**PROBLEM TO WORK ON**
Give back the entries exactly as they read, leaving each image out.

**MATERIAL FOR THIS EXERCISE**
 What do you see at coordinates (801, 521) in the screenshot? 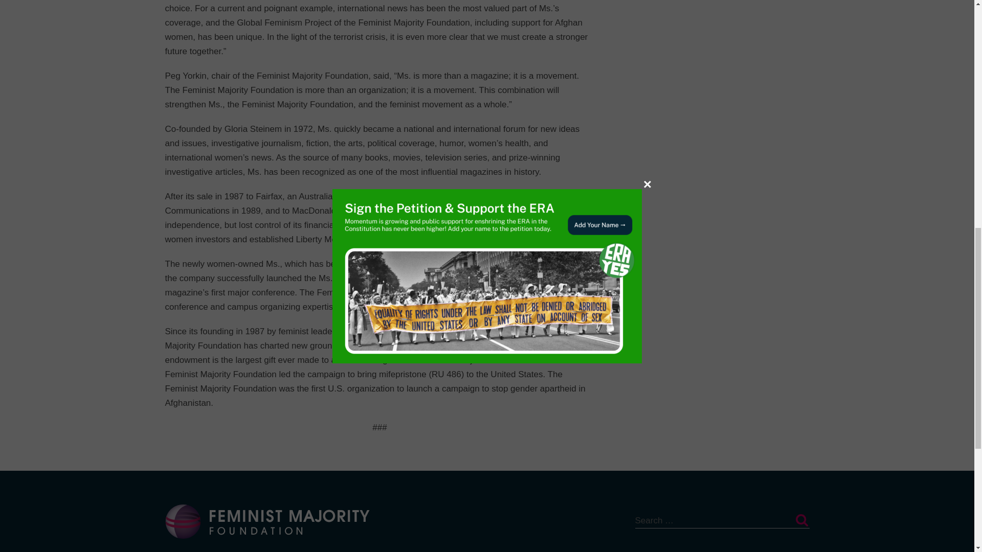
I see `Search` at bounding box center [801, 521].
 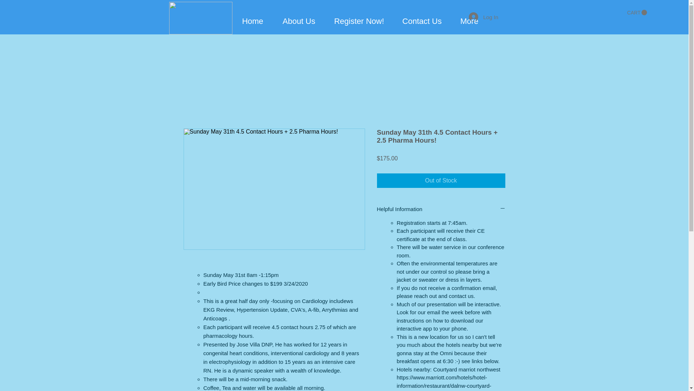 What do you see at coordinates (299, 21) in the screenshot?
I see `About Us` at bounding box center [299, 21].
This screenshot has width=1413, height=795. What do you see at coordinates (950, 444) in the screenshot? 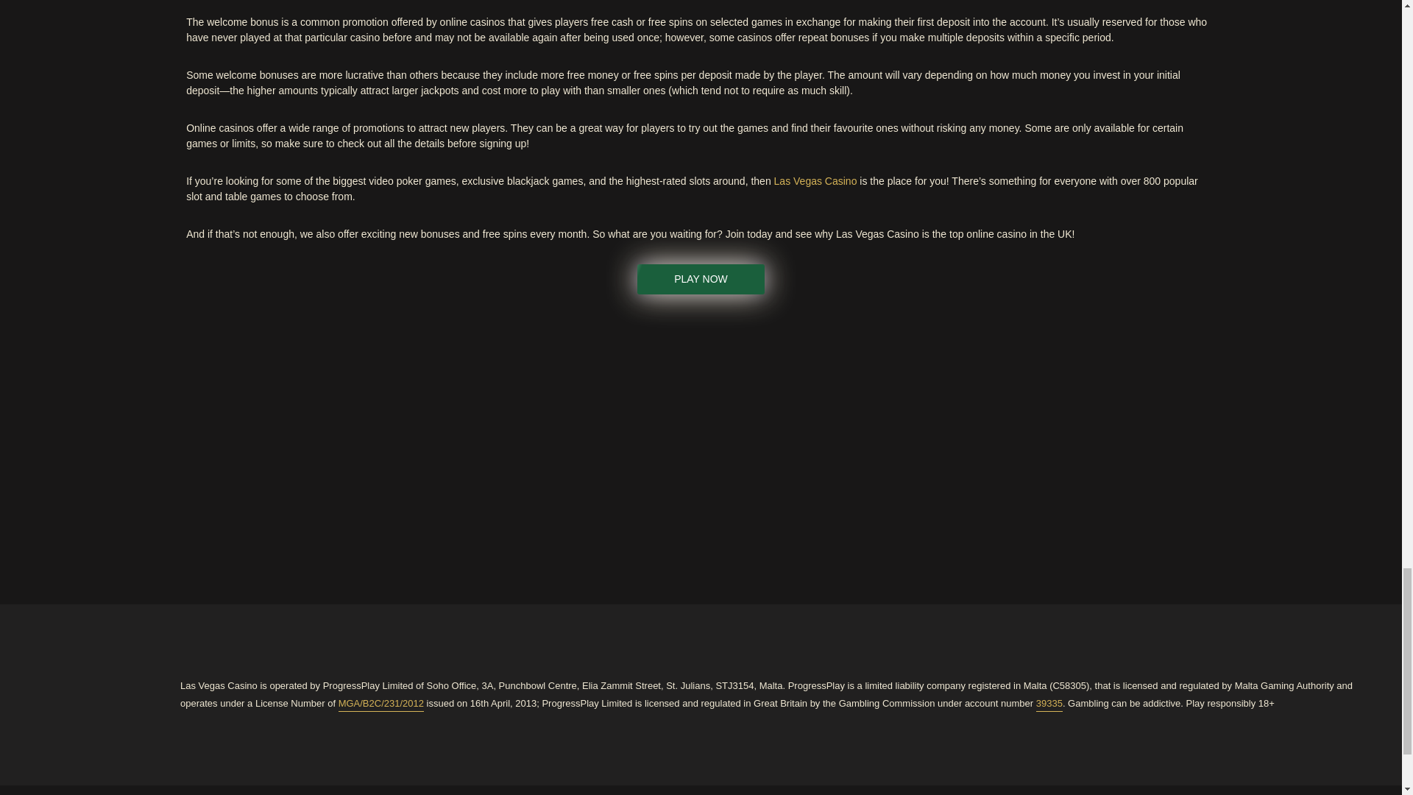
I see `client logos` at bounding box center [950, 444].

**EXERCISE RESPONSE**
 What do you see at coordinates (801, 521) in the screenshot? 
I see `Search` at bounding box center [801, 521].
  What do you see at coordinates (299, 21) in the screenshot?
I see `About Us` at bounding box center [299, 21].
This screenshot has width=1413, height=795. What do you see at coordinates (950, 444) in the screenshot? 
I see `client logos` at bounding box center [950, 444].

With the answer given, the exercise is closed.